Smile of Buddha
-Other dimensions-
By the end of the 19th century the empirical, "scientific" understanding of the material world was driving a significant number of artists toward an exploration of noumenal reality, accessible to intution rather than the sense or the intellect.
"Art became the creation of reality"
Kandinsky's book, On the spiritual in art.
For a Kandinsky, a "true" work of art leads a full inner life-good art has soul. Klang, spiritual reverberation.
Like Kandinsky, Duchamp set out to liberate both art and its audience.
For Duchamp art was emptiness, a space wherein the viewer "brings the work in contact with the external world by deciphering and interpreting its inner qualifications and thus adds his contribution to the creative act."
The degree to which the artist fails to fully convey his intention creates a "gap" that is energized by the potential of this encounter. "What art is in reality is this missing link, not the links which exist. It's not what you see that is art, art is the gap." In other words, art, like everything else, is empty of inherent self-existence.
Duchamp's viewer-response theory of art:rasa.
Rasa resides not in the artist or the object, but in the mind of viewer-just as the taste of wine exists not in the vintner or in its bottle, but in the mouth of the one who drinks it.
Duchamp and Brancusi-Mahayana Buddhism known as Tantrayana or Vajrayana
Mahayana Buddhism recongnized two main paths to awakening: the Sutra Way, in which the practitioner patiently explores and works on the afflictions of his or her mindstream by engaging in prescribed practice as meditation, and the Tantra Way, in which practitioners cultivate a vision of the world as a mandala and themselves as buddhas or bodhisattvas-"enlightement beings", who vow to retain human from untill everyone achieves enlightenment.
The goal of Tantric contemplative exercises is to experience samsara(journeying, the cycle of existence) and nirvana(release) as one and the same.
Tantra's assumption of nonduality implies the collapse of all concepts, including those of purity and impurity.
John Dewey resolved Descarte's mind/body dualism by understanding the mind as a product of natural processes and the web of interactive relationships between human beings and world. As far as humans are concerned, the world is not comprised of things, or objects, but of happenings, or experience.
His book, art as Experience, he wrote, "in common conception, the work of art is often idenrified with the building, book, painting, or statue in its existence apart from human experience. Since the actual work of art is what the product does with and in experience, the result[of this misconception] is not favorable to understanding."
What Dewey said is that the "work" of art does not reside in the art object, but in what the object "does" within the mind of viewer. This view is very close to the Duchamp;'s concept of art as the gap in which experience occurs.
Duchamp's life goal as obtaining a "moderately clear and distinct idea of what the problems are that underlie the difficulties and evils which we experience."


## TASK OBJECTIVE
Without the images, set down each entry exactly.

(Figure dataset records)
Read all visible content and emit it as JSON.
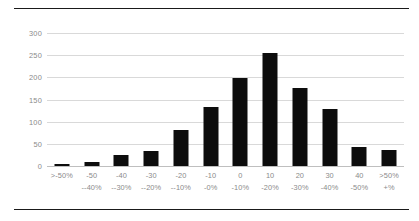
{
  "chart_data": {
    "type": "bar",
    "title": "",
    "subtitle": "",
    "xlabel": "",
    "ylabel": "",
    "ylim": [
      0,
      300
    ],
    "yticks": [
      0,
      50,
      100,
      150,
      200,
      250,
      300
    ],
    "ytick_labels": [
      "0",
      "50",
      "100",
      "150",
      "200",
      "250",
      "300"
    ],
    "grid": true,
    "legend": false,
    "legend_position": "none",
    "bar_color": "#0d0d0d",
    "grid_color": "#d9d9d9",
    "tick_label_color": "#8a8a8a",
    "categories": [
      ">-50%",
      "-50--40%",
      "-40--30%",
      "-30--20%",
      "-20--10%",
      "-10-0%",
      "0--10%",
      "10--20%",
      "20--30%",
      "30--40%",
      "40--50%",
      ">50%+%"
    ],
    "category_lines": [
      {
        "line1": ">-50%",
        "line2": ""
      },
      {
        "line1": "-50",
        "line2": "--40%"
      },
      {
        "line1": "-40",
        "line2": "--30%"
      },
      {
        "line1": "-30",
        "line2": "--20%"
      },
      {
        "line1": "-20",
        "line2": "--10%"
      },
      {
        "line1": "-10",
        "line2": "-0%"
      },
      {
        "line1": "0",
        "line2": "-10%"
      },
      {
        "line1": "10",
        "line2": "-20%"
      },
      {
        "line1": "20",
        "line2": "-30%"
      },
      {
        "line1": "30",
        "line2": "-40%"
      },
      {
        "line1": "40",
        "line2": "-50%"
      },
      {
        "line1": ">50%",
        "line2": "+%"
      }
    ],
    "values": [
      5,
      8,
      25,
      34,
      81,
      133,
      198,
      256,
      176,
      128,
      43,
      36
    ]
  }
}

## ANSWER AREA
Read all visible content and emit it as JSON.
{
  "chart_data": {
    "type": "bar",
    "title": "",
    "subtitle": "",
    "xlabel": "",
    "ylabel": "",
    "ylim": [
      0,
      300
    ],
    "yticks": [
      0,
      50,
      100,
      150,
      200,
      250,
      300
    ],
    "ytick_labels": [
      "0",
      "50",
      "100",
      "150",
      "200",
      "250",
      "300"
    ],
    "grid": true,
    "legend": false,
    "legend_position": "none",
    "bar_color": "#0d0d0d",
    "grid_color": "#d9d9d9",
    "tick_label_color": "#8a8a8a",
    "categories": [
      ">-50%",
      "-50--40%",
      "-40--30%",
      "-30--20%",
      "-20--10%",
      "-10-0%",
      "0--10%",
      "10--20%",
      "20--30%",
      "30--40%",
      "40--50%",
      ">50%+%"
    ],
    "category_lines": [
      {
        "line1": ">-50%",
        "line2": ""
      },
      {
        "line1": "-50",
        "line2": "--40%"
      },
      {
        "line1": "-40",
        "line2": "--30%"
      },
      {
        "line1": "-30",
        "line2": "--20%"
      },
      {
        "line1": "-20",
        "line2": "--10%"
      },
      {
        "line1": "-10",
        "line2": "-0%"
      },
      {
        "line1": "0",
        "line2": "-10%"
      },
      {
        "line1": "10",
        "line2": "-20%"
      },
      {
        "line1": "20",
        "line2": "-30%"
      },
      {
        "line1": "30",
        "line2": "-40%"
      },
      {
        "line1": "40",
        "line2": "-50%"
      },
      {
        "line1": ">50%",
        "line2": "+%"
      }
    ],
    "values": [
      5,
      8,
      25,
      34,
      81,
      133,
      198,
      256,
      176,
      128,
      43,
      36
    ]
  }
}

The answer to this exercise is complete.